In New York, he added a bit about how 35% of Jamaicans have some Irish roots, quipping “imagine how fast they’d be without that” (in a nod to legendary sprinters like Usain Bolt). But for Nihill, that joke only works if it’s couched within the larger context of the cross-cultural connections, including the fact that Jamaican-born political activist Marcus Garvey drew upon the Irish independence movement for inspiration.
“There has to be some social value to doing it,” he says, although he’s quick to add his comedy isn’t overtly political. “My dad’s a teacher and that lives inside of me. Humor can be the ultimate tool for social activism. I am deliberately getting people to expand their minds in understanding these connections. I want comedy that makes everyone feel good and maybe learn something.”
Nihill on stage at Hollywood Improv.
(Jim McCambridge)
That “feel good” part is central: While he discusses his mother’s death from cancer last year, he leaves out a beautiful but poignant part of their final days together. “I’m deliberately avoiding that,” he says, because he wants to maintain an upbeat mood.
He digresses to tell me the story, however, and it’s literally longer than this entire article’s word count. “A very long answer to a very short question,” he admits, before swerving into a tale about back when his father had overstayed his visa in New York — it involves his dad being interviewed on CNN, getting into a bar fight and avoiding deportation because the immigration officer hailed from County Cork and Nihill’s dad burst into a song from there, earning him a six-month visa extension. The humanity of that scene “in contrast to a 5-year-old being dragged off to a detention center” may end up in a future Nihill show.

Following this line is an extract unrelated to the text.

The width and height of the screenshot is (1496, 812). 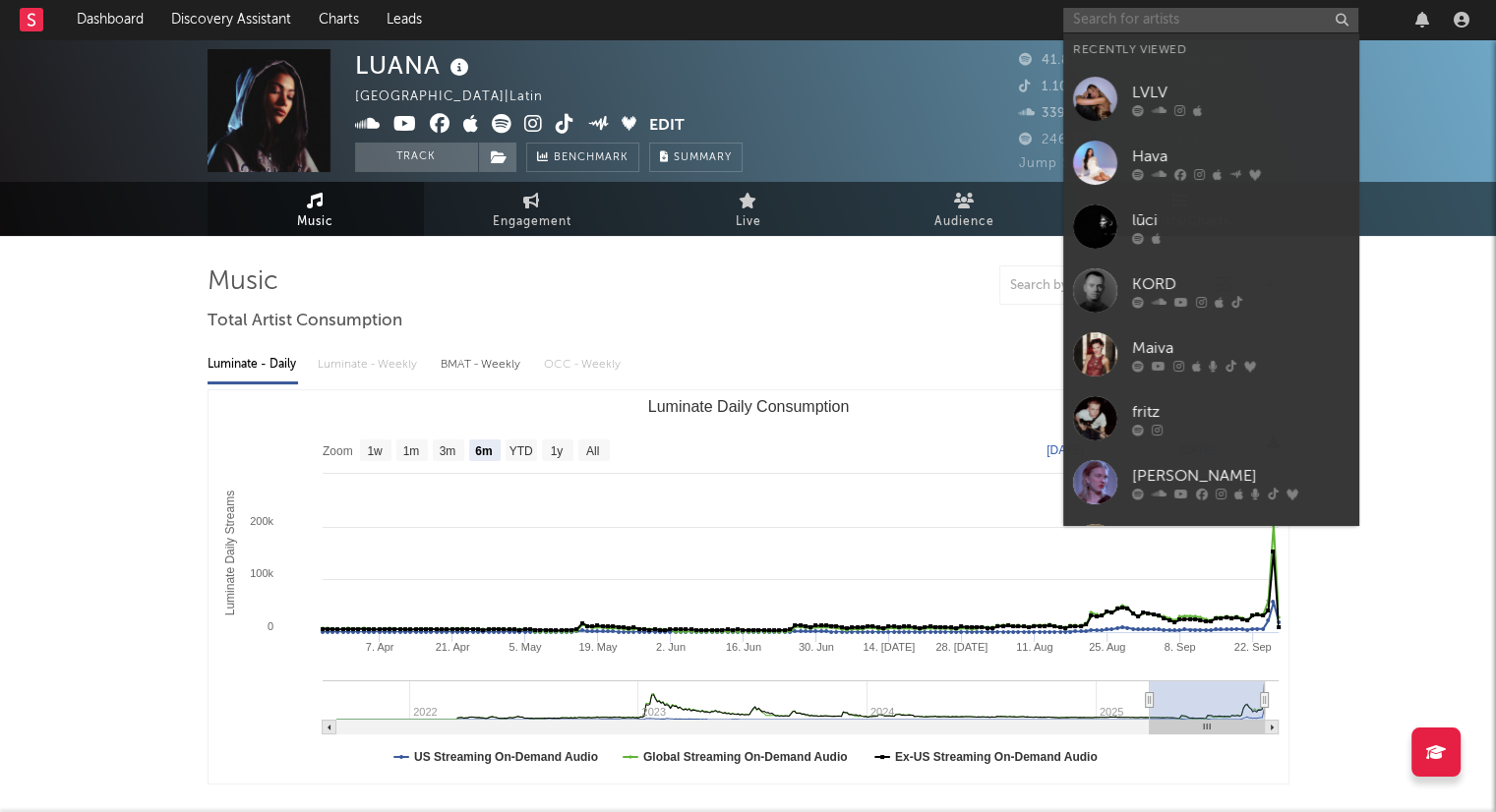 What do you see at coordinates (414, 65) in the screenshot?
I see `div: LUANA` at bounding box center [414, 65].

Nihill loves sharing the stories that come from observing and listening to people but says he doesn’t love the spotlight, which, he admits, makes comedy an odd career choice. He says he prefers telling stories to just a few people.
“With comedy, the best part for me is that before a show I eat half a chocolate bar and I leave the other half in the hotel room,” he says. “After the show, I get to finish it. That’s true happiness.”